A Day in the Life of Siena: Knowledge management for inspiration, ideation and creative thinking

We start the day with year twelve student Siena as she makes her way to school. Siena leaves home at 7:45, leaving just enough time to stop at her local coffee shop to pick up a coffee in her keep cup en route to class.
She then boards the train, finding herself a seat before she settles in for the journey. Headphones in, she spends time browsing Instagram… then Tiktok… She saves a couple of images in the app for future reference and screenshots another.
Arriving at school, and in class by 9am Siena has two periods before her first break. As Siena is in her final year, all of her classes are underscored by the pressure of looming VCE exams.
A place for creative thinking, continuous learning and storing important information
After years of scrawling ad hoc notes in her school diaries, exercise books, and sporadically adding dates into her laptop’s calendar, Siena knows well the importance of consolidating key information and dates for assessments into one secure location.
For this, Siena uses myhaventime.
Siena previously stored key information across multiple devices and location - meaning a time consuming search each time she needed a certain file or piece of information.
Having created ‘rooms’ for each of her subjects, the most important information from every class is documented in one place. As myhaventime supports multiple media, Siena uploads everything from PDFs to Powerpoint presentations to videos to brief notes… whatever information or document is required to bolster her learning experience and ensure she doesn’t skip a beat when exams roll around.
Feeling overloaded, a break at 10:30 couldn’t come sooner. Siena gets some reprieve catching up with friends, scrolling through her phone and eating morning tea in the sunshine. Her friend shows her a new track she found on Spotify that would be perfect for the passion project they’re working on. Siena opens myhaventime and embeds the link to the song within their ‘Film Project’ team room. More on that later, but for now they return to class.
Sharing important information in a secure environment
Of the next three periods one in particular piqued Siena’s interest. It was a homeroom session where the school’s ‘wellness team’ came and spoke to the class. It seems that feelings of stress and anxiety are ubiquitous amongst their cohort, exacerbated by the pressures of looming exams and the prospect of remote learning.
The wellness team invited all students to visit the myhaventime team room ‘Wellness Tips for Year 12 Students’, which housed a number of resources including guided meditation videos, mental health and wellness information from organisations like Headspace, as well as the links to online and phone services.
A room with team functionality means that any staff and students with access can contribute if they have feedback, a question, or a resource to add that will enrich the knowledge base. Siena sees that a number of her peers have already shared their go-to resources with the group.
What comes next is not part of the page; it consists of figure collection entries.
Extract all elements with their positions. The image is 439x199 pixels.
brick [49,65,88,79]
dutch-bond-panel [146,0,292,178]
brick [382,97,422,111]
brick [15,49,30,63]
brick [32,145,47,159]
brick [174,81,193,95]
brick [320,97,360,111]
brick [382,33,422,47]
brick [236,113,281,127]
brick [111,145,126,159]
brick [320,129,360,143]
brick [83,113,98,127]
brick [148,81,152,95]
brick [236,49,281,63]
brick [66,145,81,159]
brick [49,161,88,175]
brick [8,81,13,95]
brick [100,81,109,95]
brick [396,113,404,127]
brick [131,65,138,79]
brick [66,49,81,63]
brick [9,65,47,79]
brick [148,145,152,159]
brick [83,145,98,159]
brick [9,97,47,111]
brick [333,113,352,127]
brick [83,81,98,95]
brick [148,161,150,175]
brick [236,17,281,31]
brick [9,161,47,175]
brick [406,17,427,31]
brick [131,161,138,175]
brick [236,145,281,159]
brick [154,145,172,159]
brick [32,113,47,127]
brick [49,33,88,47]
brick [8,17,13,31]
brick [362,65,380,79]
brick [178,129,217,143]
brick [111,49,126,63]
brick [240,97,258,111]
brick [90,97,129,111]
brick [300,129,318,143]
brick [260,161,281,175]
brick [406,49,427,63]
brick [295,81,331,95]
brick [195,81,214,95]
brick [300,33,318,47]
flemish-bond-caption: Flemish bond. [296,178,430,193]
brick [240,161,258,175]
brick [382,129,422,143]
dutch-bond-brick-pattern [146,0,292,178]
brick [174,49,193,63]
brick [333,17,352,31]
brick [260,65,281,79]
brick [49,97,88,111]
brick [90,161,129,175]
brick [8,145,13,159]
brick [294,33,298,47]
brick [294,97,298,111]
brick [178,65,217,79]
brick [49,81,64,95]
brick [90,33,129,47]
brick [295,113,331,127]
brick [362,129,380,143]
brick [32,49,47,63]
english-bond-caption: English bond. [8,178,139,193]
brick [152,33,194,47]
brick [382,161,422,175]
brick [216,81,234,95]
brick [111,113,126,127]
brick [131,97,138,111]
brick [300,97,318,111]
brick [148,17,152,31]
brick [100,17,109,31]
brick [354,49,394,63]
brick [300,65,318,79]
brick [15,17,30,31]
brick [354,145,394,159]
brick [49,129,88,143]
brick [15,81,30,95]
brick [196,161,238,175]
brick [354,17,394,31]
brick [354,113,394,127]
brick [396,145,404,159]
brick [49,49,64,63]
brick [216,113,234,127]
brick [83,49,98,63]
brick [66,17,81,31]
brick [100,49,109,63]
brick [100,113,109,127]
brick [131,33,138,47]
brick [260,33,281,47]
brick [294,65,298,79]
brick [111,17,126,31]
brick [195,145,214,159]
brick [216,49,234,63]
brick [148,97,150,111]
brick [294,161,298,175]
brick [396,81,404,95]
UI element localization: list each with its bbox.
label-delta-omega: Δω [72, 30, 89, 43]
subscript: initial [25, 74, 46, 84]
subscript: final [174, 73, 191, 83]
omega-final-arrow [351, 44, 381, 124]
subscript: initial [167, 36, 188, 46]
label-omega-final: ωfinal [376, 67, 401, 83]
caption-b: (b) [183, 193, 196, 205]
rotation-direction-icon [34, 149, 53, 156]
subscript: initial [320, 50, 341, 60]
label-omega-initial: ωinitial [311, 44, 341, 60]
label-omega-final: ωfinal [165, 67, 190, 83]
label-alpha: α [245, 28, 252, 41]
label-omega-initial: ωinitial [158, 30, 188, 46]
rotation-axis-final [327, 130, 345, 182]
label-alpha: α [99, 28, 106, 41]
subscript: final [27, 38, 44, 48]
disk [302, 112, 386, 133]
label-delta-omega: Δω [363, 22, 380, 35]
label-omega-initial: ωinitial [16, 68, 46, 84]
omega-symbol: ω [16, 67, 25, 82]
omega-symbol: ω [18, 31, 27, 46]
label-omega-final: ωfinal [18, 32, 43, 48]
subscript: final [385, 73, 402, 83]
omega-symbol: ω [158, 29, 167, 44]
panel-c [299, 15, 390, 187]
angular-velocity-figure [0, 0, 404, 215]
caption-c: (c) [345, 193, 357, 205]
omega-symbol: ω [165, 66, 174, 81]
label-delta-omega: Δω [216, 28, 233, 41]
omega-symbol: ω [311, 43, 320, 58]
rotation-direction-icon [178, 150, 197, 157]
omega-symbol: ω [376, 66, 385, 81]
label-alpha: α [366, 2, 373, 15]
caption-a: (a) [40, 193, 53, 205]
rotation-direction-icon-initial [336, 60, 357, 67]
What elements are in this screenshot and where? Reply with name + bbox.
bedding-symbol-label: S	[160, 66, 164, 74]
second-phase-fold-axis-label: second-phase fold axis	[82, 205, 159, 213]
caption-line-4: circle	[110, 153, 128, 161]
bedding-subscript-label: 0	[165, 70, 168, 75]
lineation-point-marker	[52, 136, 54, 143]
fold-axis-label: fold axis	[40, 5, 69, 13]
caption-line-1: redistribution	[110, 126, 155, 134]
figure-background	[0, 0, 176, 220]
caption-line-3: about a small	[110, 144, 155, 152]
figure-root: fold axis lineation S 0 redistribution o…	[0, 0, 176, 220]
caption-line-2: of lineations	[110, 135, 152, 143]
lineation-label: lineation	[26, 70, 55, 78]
Remote team work and collaboration from afar
The class breaks for lunch around 1:00pm. Siena and her friend go to the art department to use the larger monitors for their passion project: a collaborative film that they plan to shoot in the upcoming holiday.
Siena’s greatest passion is filmmaking, so much so she has applied for a degree in screen and media for the following year. It’s important to Siena to invest time in her filmmaking to develop knowledge in this space before embarking on her tertiary education.
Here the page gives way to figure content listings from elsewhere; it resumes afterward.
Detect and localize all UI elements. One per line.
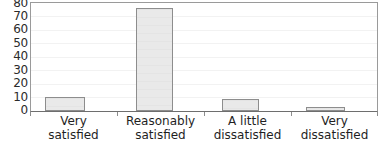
- x-axis-label-very-satisfied: Very satisfied: [30, 114, 117, 142]
- bar-very-satisfied[interactable]: [45, 97, 85, 111]
- y-tick-label-70: 70: [2, 10, 28, 22]
- bar-reasonably-satisfied[interactable]: [136, 8, 173, 111]
- x-axis-label-line2: satisfied: [117, 128, 204, 142]
- x-axis-label-a-little-dissatisfied: A little dissatisfied: [204, 114, 291, 142]
- x-axis-label-very-dissatisfied: Very dissatisfied: [291, 114, 378, 142]
- x-axis-label-line2: dissatisfied: [291, 128, 378, 142]
- y-tick-label-50: 50: [2, 37, 28, 49]
- bar-a-little-dissatisfied[interactable]: [222, 99, 259, 111]
- y-tick-label-0: 0: [2, 104, 28, 116]
- x-axis-label-line1: A little: [204, 114, 291, 128]
- bar-chart: 80 70 60 50 40 30 20 10 0: [0, 0, 386, 143]
- y-tick-label-10: 10: [2, 91, 28, 103]
- x-axis-label-reasonably-satisfied: Reasonably satisfied: [117, 114, 204, 142]
- plot-area: [30, 2, 378, 112]
- y-tick-label-60: 60: [2, 23, 28, 35]
- x-axis-label-line1: Reasonably: [117, 114, 204, 128]
- bar-very-dissatisfied[interactable]: [306, 107, 345, 111]
- y-tick-label-20: 20: [2, 77, 28, 89]
- y-tick-label-30: 30: [2, 64, 28, 76]
- y-axis-labels: 80 70 60 50 40 30 20 10 0: [0, 0, 28, 143]
- bars-layer: [31, 3, 377, 111]
- x-axis-label-line1: Very: [30, 114, 117, 128]
- x-axis-label-line2: dissatisfied: [204, 128, 291, 142]
- x-axis-label-line1: Very: [291, 114, 378, 128]
- x-axis-label-line2: satisfied: [30, 128, 117, 142]
- y-tick-label-80: 80: [2, 0, 28, 9]
- y-tick-label-40: 40: [2, 50, 28, 62]
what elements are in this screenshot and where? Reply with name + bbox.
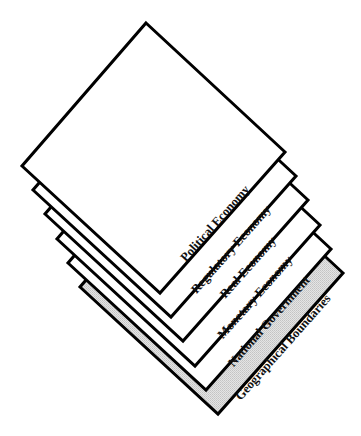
layered-stack-diagram: Political Economy Regulatory Economy Rea… (0, 0, 361, 436)
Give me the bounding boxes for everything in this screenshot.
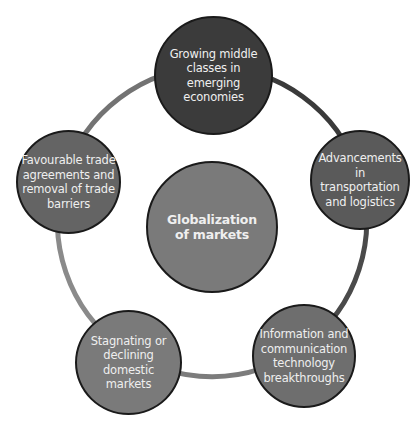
node-label-line: removal of trade	[21, 182, 115, 197]
node-label-line: barriers	[21, 197, 115, 212]
node-advancements-transportation: Advancements in transportation and logis…	[310, 130, 410, 230]
node-label-line: Growing middle	[170, 47, 258, 62]
node-label-line: classes in	[170, 61, 258, 76]
center-label-line: of markets	[167, 227, 257, 243]
node-label-line: Stagnating or	[91, 334, 167, 349]
node-favourable-trade: Favourable trade agreements and removal …	[16, 130, 121, 234]
node-label-line: emerging	[170, 76, 258, 91]
node-label-line: Favourable trade	[21, 153, 115, 168]
node-label-line: technology	[260, 356, 349, 371]
node-label-line: breakthroughs	[260, 371, 349, 386]
node-ict-breakthroughs: Information and communication technology…	[252, 304, 356, 408]
center-label-line: Globalization	[167, 212, 257, 228]
node-growing-middle-classes: Growing middle classes in emerging econo…	[154, 16, 273, 135]
node-label-line: domestic	[91, 363, 167, 378]
node-label-line: declining	[91, 348, 167, 363]
node-label-line: agreements and	[21, 168, 115, 183]
node-label-line: communication	[260, 342, 349, 357]
node-label-line: economies	[170, 90, 258, 105]
node-label-line: Information and	[260, 327, 349, 342]
node-label-line: transportation	[312, 180, 408, 195]
center-node-globalization: Globalization of markets	[146, 161, 278, 293]
node-stagnating-domestic: Stagnating or declining domestic markets	[75, 310, 182, 415]
node-label-line: markets	[91, 377, 167, 392]
node-label-line: and logistics	[312, 195, 408, 210]
node-label-line: Advancements in	[312, 151, 408, 180]
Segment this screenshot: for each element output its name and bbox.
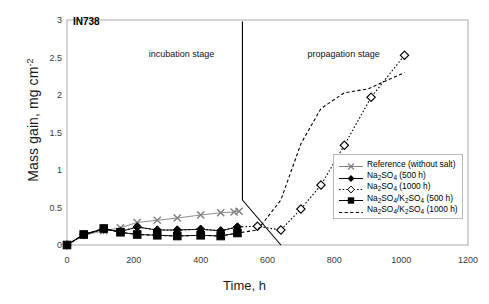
legend-label: Na2SO4/K2SO4 (1000 h) [365,204,458,214]
plot-canvas [0,0,489,304]
legend-item[interactable]: Na2SO4/K2SO4 (500 h) [337,192,458,203]
legend-marker-diamond-filled-solid-icon [337,170,365,181]
legend-marker-dashed-only-icon [337,204,365,215]
legend-item[interactable]: Na2SO4 (500 h) [337,169,458,180]
legend-label: Na2SO4 (500 h) [365,170,426,180]
legend-item[interactable]: Na2SO4/K2SO4 (1000 h) [337,204,458,215]
plot-title: IN738 [73,16,100,27]
legend-label: Reference (without salt) [365,159,455,169]
series-line-0 [67,211,239,245]
data-point-2-14 [340,141,348,149]
legend-label: Na2SO4/K2SO4 (500 h) [365,193,453,203]
legend-item[interactable]: Reference (without salt) [337,158,458,169]
legend-marker-diamond-open-dotted-icon [337,181,365,192]
chart-figure: Mass gain, mg cm-2 Time, h 00.511.522.53… [0,0,489,304]
data-point-2-15 [367,93,375,101]
plot-title-text: IN738 [73,16,100,27]
legend-label: Na2SO4 (1000 h) [365,181,430,191]
legend-marker-square-filled-solid-icon [337,192,365,203]
propagation-stage-label: propagation stage [308,49,380,59]
legend-item[interactable]: Na2SO4 (1000 h) [337,181,458,192]
series-line-3 [67,229,237,246]
data-point-2-16 [400,51,408,59]
incubation-stage-label: incubation stage [149,49,215,59]
chart-legend: Reference (without salt)Na2SO4 (500 h)Na… [333,154,463,219]
data-point-2-13 [317,181,325,189]
data-point-1-4 [133,223,141,231]
legend-marker-cross-solid-gray-icon [337,158,365,169]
They also collaborate on the project with friends from other schools. With the demands of year twelve increasing, they have less time to meet in-person and as a consequence the project has slowed. To overcome the distance, all those involved on the project collaborate in the ‘Film Project’ team room where they can easily share inspiration, chat, ideate and collaborate.

Storing your best ideas, inspiration and insights
After lunch and another few sessions, Siena returns home for an evening of homework. But not before she has some downtime, watching an episode of her favourite show whilst scrolling through social media. To call this mindless behaviour is a misconception, because Siena is constantly absorbing and processing information from the world around her, from which she develops fresh insights and ideas.
For someone who consumes considerable amounts of media and is constantly inspired by the things she sees, hears, watches and reads, myhaventime has created a simple structure for knowledge management. Before Siena would jot notes or save files wherever was convenient between her laptop, smartphone, social media accounts, school database, Google Drive or emails. Now she uses myhaventime as a centralised location to store key knowledge and learnings from school, collate information for projects, and store inspiration for her upcoming creative endeavours.
For any given subject or project, she no longer searches across multiple devices for the file she needs. Siena’s processes are more efficient, meaning she spends more time on being creative and focused, and less time searching through her devices to find things.
Are you a student looking for a better way to store and grow upon your learnings? Or looking to explore your passions and personal development outside of school?
Are you a teacher looking for another tool to streamline your teaching or communication with your students? Do you have engaging resources but no simple way to share or engage with your students?